“Nobody is expecting a toilet police” but people should follow the rules when guidance is finally issued on single-sex spaces, the chair of the equalities watchdog has said.
Mary-Ann Stephenson said that “generally speaking, we expect people to follow the rules and make sure that there is adequate provision”.
The Equality and Human Rights Commission is waiting for ministers to approve its official guidance on how business and public bodies should respond to a supreme court ruling in April that the legal definition of a woman is based on biological sex.
The EHRC’s guidance was passed to the government three months ago but it has not been published. According to a report in the Times, which received a leaked copy of the full guidance, it states that single-sex spaces should be open only to people of the same biological sex.
This would mean that transgender people would not be allowed to use toilets of the gender they live as. Trans rights campaigners say the guidance would effectively exclude them from much of public life.
Stephenson, who became chair of the EHRC this month, told the BBC that “things could be sorted out if there is goodwill and recognition that everybody has rights”.
“There are circumstances where it is very important for some women in particular that they do have access to single-sex spaces,” she added. “It is also important that trans people don’t have a situation where there are no services that they can use.
“Nobody is expecting there to be a toilet police but equally if there are situations where there are complaints about regular problems, then people might need to improve signage, improve explanations, make sure they’ve got alternative provisions.”
Campaigners have raised concerns that the interim guidance would put the onus on businesses to police whether people were using a bathroom that corresponded with their sex at birth.
Asked whether trans women were women, Stephenson said the supreme court had ruled that under equalities law, women and men were defined based on their biological sex at birth.
But she added that “in most social situations I would want to treat people the way they want to be treated”.
Her appointment was greeted with hostility by some trans rights campaigners, in part because she donated money to the high-profile case of Allison Bailey, a lawyer who won part of a tribunal claim that she was discriminated against because of her gender-critical views.
Stephenson said she donated to Bailey’s case because she was frustrated that “women were being harassed and losing their jobs on the basis of lawfully held beliefs”.
The Guardian reported last month on internal concerns at the EHRC that the impasse over guidance on single-sex spaces was a distraction from other pressing issues including the rise of the far right.
Asked whether she was concerned that political discourse was worsening race-based discrimination and harassment, Stephenson replied: “Yes, I think so. If you look at the level of racist harassment, the level of discrimination that black or Asian or other ethnic minority people can face in the UK, we do have a problem.
“Public discourse can make that worse … I don’t know if we’re going backwards, but I can understand the fear that we might do. Sometimes it’s easy to get complacent, to think certain battles have been won, and that we’ve solved this problem.”
She added that “history shows us that rights can improve and that they can get worse” and that “the critical thing is to remain vigilant”.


▶ **WORK TO COMPLETE**
The result should be every line of the listing that holds the word "Image".

▶ **DATA IN THIS EXERCISE**
▶
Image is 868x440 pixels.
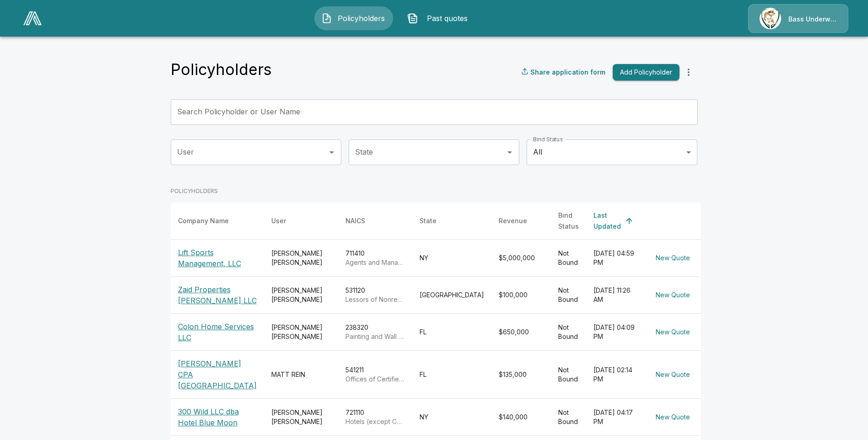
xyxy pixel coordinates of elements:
◀
▶
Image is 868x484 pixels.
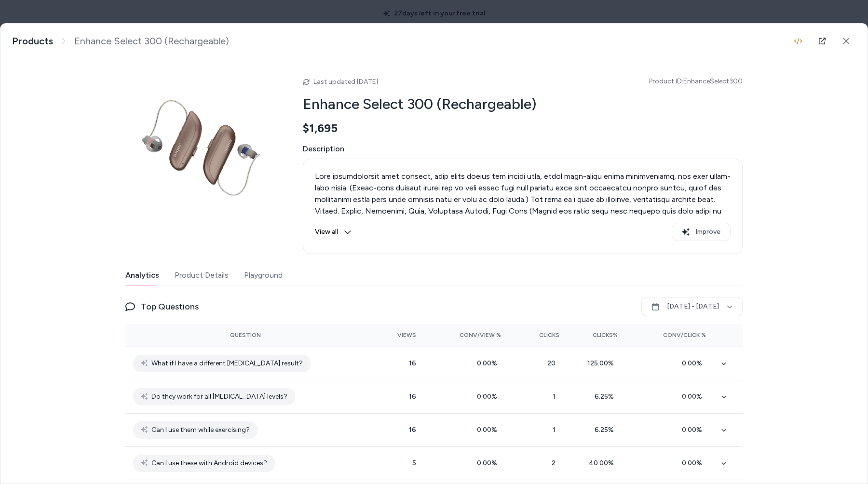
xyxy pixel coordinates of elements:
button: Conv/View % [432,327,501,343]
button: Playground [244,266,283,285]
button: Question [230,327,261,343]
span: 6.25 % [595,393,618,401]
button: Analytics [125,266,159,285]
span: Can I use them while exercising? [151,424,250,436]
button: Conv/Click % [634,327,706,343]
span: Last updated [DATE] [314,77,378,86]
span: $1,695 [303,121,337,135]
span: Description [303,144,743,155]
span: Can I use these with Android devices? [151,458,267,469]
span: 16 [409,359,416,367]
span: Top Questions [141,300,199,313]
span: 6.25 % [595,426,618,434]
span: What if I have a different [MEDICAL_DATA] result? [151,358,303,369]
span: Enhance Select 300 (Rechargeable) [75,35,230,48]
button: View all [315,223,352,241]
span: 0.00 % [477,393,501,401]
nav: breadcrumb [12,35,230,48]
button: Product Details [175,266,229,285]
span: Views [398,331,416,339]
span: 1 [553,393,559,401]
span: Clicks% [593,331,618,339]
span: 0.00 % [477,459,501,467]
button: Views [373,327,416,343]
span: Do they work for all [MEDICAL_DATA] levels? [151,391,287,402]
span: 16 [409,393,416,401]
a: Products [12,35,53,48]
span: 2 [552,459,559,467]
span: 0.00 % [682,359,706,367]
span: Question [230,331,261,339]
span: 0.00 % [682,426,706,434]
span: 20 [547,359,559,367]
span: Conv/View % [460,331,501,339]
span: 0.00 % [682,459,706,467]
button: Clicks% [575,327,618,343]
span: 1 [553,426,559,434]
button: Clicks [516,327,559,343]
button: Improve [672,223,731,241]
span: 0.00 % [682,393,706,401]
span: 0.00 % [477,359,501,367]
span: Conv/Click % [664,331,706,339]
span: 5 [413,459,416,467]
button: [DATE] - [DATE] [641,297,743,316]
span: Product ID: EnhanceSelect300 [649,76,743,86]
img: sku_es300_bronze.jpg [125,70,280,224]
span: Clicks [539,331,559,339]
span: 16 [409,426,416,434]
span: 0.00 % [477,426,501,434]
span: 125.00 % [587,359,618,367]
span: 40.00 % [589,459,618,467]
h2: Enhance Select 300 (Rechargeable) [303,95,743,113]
◀
▶
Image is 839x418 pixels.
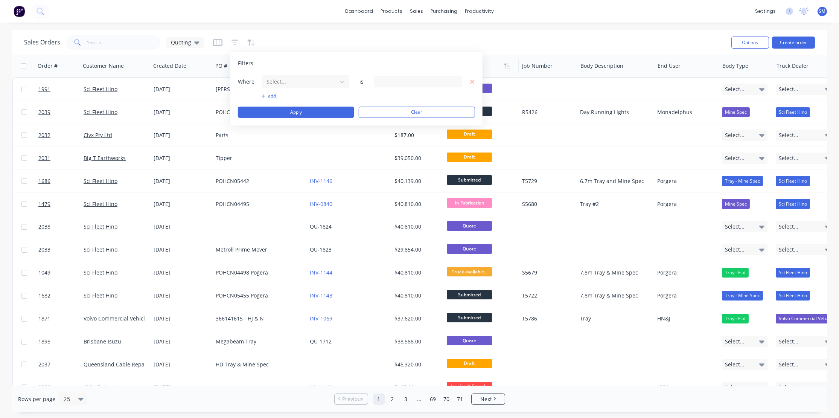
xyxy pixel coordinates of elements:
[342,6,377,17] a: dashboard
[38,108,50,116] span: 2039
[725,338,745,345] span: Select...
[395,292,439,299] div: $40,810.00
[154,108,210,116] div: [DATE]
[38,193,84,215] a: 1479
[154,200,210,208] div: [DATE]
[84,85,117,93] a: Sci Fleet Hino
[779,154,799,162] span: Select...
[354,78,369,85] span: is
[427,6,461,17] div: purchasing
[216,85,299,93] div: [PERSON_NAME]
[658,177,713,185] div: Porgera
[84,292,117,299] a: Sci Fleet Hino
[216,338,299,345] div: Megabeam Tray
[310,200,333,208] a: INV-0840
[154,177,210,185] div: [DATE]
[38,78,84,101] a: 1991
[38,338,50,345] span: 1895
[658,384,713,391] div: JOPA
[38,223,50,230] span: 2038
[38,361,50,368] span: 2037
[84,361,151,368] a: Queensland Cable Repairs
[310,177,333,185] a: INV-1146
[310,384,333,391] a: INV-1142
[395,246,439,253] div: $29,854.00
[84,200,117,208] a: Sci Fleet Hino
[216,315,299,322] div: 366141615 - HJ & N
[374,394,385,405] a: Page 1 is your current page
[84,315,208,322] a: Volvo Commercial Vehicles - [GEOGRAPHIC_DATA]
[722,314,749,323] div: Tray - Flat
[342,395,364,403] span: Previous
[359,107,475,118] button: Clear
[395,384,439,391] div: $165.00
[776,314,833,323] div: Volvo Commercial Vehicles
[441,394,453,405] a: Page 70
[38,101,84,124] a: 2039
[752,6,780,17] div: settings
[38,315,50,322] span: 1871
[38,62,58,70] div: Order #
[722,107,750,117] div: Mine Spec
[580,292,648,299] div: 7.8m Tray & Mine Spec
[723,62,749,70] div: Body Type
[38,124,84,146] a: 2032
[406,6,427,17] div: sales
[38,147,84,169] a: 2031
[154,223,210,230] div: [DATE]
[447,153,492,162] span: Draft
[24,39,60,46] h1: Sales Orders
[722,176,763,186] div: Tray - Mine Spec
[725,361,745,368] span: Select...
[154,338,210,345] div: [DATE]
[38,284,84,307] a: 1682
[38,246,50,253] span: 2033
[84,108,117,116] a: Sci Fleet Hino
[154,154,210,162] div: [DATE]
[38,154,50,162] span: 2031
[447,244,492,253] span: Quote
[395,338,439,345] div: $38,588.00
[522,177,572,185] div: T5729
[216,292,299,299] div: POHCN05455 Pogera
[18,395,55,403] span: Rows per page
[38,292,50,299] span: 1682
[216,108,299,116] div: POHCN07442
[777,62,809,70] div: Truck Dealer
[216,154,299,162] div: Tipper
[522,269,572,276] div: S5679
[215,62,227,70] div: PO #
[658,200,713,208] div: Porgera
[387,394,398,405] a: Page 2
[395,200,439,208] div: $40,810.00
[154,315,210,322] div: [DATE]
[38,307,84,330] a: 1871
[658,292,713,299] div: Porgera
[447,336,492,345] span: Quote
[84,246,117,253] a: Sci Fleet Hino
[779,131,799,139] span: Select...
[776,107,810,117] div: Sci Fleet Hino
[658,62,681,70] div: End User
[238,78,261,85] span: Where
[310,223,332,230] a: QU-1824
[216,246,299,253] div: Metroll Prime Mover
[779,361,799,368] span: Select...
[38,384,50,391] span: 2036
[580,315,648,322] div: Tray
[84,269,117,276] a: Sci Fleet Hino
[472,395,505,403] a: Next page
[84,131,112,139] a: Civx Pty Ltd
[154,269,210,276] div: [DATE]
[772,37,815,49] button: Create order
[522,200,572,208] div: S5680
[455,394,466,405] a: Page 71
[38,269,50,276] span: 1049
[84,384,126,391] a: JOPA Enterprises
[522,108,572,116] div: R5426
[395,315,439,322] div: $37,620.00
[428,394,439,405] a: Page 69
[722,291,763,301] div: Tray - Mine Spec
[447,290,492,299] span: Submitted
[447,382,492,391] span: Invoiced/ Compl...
◀
▶ **TASK SOLUTION**
Image is 868x440 pixels.
Image is 868x484 pixels.
Image is 839x418 pixels.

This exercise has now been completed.